The Importance of Being Beautiful
Right, and as certain philosophs have recently mused, one's personal biases and preferences lie at the heart of all this interesting talk.
Having spent a few days mulling these ideas over, I ventured to the Hemlock Wednesday night (finally meeting the enchanting M.C-) and put my ears, and my aesthetic criteria, to the test with two sets of electronic music. Surprise! My main tenet--for all its arbitrary vagueness--was confirmed: what I want from performance, whether music, theatre, dance or art, is something...beautiful. Listening to Blevin Blechdom's piece, for example, was like opening box of beautiful sounds: multi-toned metallic bell sounds, birds screeching, emphatic rhythmic beats, and even the occasional chatter of white static. Bevin (she of many monikers) built a horizontally moving collage from a varied sonic palette, full of contrasts, and she gave each soundscape time to develop in the mind before colliding in something new. The block-like structure (one foot, then the other) of so much electronic music usually fails to hold my interest--I long for the contrapuntal subtlety of Renaissance vocal music which, as layer-upon-layer of fiercely independent lines, seems a plausible (if odd) parallel to what people today are creating on their laptops--but Bevin's sense of timing and pacing made the focused linear motion somehow satisfying. Led like a child through her land of samples, I could (for the most part) appreciate this electronic music--from the sounds to the structure--as beautiful, captivating.
In contrast, as I listened to the next performer, I fell into my usual electronic music mode, the one where I swear a voice is whispering to me, "you are starting to get very sleepy..." Nearly devoid of contrasts, the limited tonal palette forced my attention to details I might not have noticed otherwise. Where was the beauty? I could not find it in the way he manipulated the computer, nor in the way he strummed the guitar or angled it in for feedback. With Bevin, I journeyed without question, rode along as a wide-eyed passenger; with Chris, I got fidgety. I needed "something beautiful" to obsess over; I needed to wonder if a certain sound might return, to wonder at its transformation, to mourn it as a memory. Instead, I found myself wondering if M.C- and I could sneak away and gossip.
Post-Hemlock I attempted to attribute some specific criteria to the "it was beautiful; it was good" theory, just in case I ever become pinned on my aesthetic premise. Like the young girls assessing their Debussy song, I can tend to behave simply. I am swayed by the superficial (accidentals in music, a change of lighting in a theatre production, the unbelievable photo-realism of a Bechtle) and often prefer design over meaning. Holding tight to the first impressions, I know I can always savor meaning in the morning. My interests and prejudices thus become clear retrospectively, after I've seen a show or heard a concert. It's time, though, to grow up, and so I shall put together "a list." Look for the post Monday or Tuesday.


◆ What is required:
Read the data below line by line and copy each one with "will" in it.

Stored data
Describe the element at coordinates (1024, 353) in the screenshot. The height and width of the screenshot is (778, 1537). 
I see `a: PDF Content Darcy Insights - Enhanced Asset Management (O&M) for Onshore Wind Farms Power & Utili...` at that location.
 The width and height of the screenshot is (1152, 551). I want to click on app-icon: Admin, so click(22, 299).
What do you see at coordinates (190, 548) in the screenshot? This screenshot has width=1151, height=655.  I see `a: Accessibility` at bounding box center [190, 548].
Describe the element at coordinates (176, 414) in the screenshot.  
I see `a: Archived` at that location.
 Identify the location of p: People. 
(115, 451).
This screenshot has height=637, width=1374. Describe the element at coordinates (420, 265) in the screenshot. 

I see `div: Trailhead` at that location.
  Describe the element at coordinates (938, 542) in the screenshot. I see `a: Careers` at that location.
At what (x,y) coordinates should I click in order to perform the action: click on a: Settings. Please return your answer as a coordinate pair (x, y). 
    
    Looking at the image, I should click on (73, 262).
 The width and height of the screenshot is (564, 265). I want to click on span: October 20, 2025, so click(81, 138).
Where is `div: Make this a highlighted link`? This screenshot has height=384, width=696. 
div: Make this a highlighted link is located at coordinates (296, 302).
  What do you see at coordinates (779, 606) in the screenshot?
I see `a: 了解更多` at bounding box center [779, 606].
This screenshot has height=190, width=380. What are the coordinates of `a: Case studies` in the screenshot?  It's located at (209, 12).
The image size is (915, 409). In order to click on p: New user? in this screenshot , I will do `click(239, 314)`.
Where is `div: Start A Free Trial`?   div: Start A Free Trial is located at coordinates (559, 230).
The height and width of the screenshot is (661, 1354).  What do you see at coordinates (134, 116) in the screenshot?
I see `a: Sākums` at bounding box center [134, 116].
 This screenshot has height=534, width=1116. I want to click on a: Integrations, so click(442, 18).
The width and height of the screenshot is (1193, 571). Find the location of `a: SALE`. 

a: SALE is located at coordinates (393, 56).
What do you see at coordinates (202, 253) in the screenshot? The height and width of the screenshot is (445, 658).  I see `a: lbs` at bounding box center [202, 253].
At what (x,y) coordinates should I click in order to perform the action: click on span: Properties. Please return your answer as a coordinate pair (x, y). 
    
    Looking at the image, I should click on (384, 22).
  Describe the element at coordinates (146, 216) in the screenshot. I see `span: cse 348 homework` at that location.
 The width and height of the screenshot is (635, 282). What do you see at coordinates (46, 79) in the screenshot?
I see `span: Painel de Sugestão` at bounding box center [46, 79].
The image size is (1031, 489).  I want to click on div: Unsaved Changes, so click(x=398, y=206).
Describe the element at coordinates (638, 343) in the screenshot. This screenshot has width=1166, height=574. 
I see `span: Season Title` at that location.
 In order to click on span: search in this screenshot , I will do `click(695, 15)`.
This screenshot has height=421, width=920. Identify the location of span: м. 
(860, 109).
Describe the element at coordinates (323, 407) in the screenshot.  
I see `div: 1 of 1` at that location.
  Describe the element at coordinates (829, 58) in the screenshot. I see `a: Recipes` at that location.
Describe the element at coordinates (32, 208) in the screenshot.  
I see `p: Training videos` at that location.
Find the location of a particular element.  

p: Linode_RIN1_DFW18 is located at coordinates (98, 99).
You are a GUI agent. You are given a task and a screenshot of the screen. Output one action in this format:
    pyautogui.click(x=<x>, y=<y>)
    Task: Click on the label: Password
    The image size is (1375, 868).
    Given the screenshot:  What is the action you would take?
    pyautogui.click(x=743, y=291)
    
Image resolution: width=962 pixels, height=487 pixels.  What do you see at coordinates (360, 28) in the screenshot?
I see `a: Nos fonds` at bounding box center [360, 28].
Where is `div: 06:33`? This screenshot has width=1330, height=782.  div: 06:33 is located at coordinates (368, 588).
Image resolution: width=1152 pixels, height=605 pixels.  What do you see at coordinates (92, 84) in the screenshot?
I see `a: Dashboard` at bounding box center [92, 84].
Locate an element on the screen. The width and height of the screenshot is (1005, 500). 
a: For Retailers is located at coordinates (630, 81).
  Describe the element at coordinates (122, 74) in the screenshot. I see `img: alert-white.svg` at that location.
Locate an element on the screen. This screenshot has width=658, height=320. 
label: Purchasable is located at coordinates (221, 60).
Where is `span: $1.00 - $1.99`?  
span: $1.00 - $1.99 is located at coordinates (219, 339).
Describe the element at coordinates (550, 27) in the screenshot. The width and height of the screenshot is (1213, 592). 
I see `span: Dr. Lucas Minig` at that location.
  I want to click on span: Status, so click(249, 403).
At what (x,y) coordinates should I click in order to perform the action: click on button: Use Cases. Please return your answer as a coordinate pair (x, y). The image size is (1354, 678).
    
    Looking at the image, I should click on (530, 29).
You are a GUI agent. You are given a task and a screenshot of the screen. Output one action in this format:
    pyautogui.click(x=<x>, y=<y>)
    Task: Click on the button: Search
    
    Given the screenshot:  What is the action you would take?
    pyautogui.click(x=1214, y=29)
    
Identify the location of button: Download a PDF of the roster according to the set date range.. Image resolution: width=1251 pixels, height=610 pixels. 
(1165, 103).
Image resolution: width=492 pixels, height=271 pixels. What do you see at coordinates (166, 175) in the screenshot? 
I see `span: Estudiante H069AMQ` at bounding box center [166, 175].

◆ Task output:
The image size is (915, 409). In order to click on p: New user? in this screenshot , I will do `click(239, 314)`.
 In order to click on span: search in this screenshot , I will do `click(695, 15)`.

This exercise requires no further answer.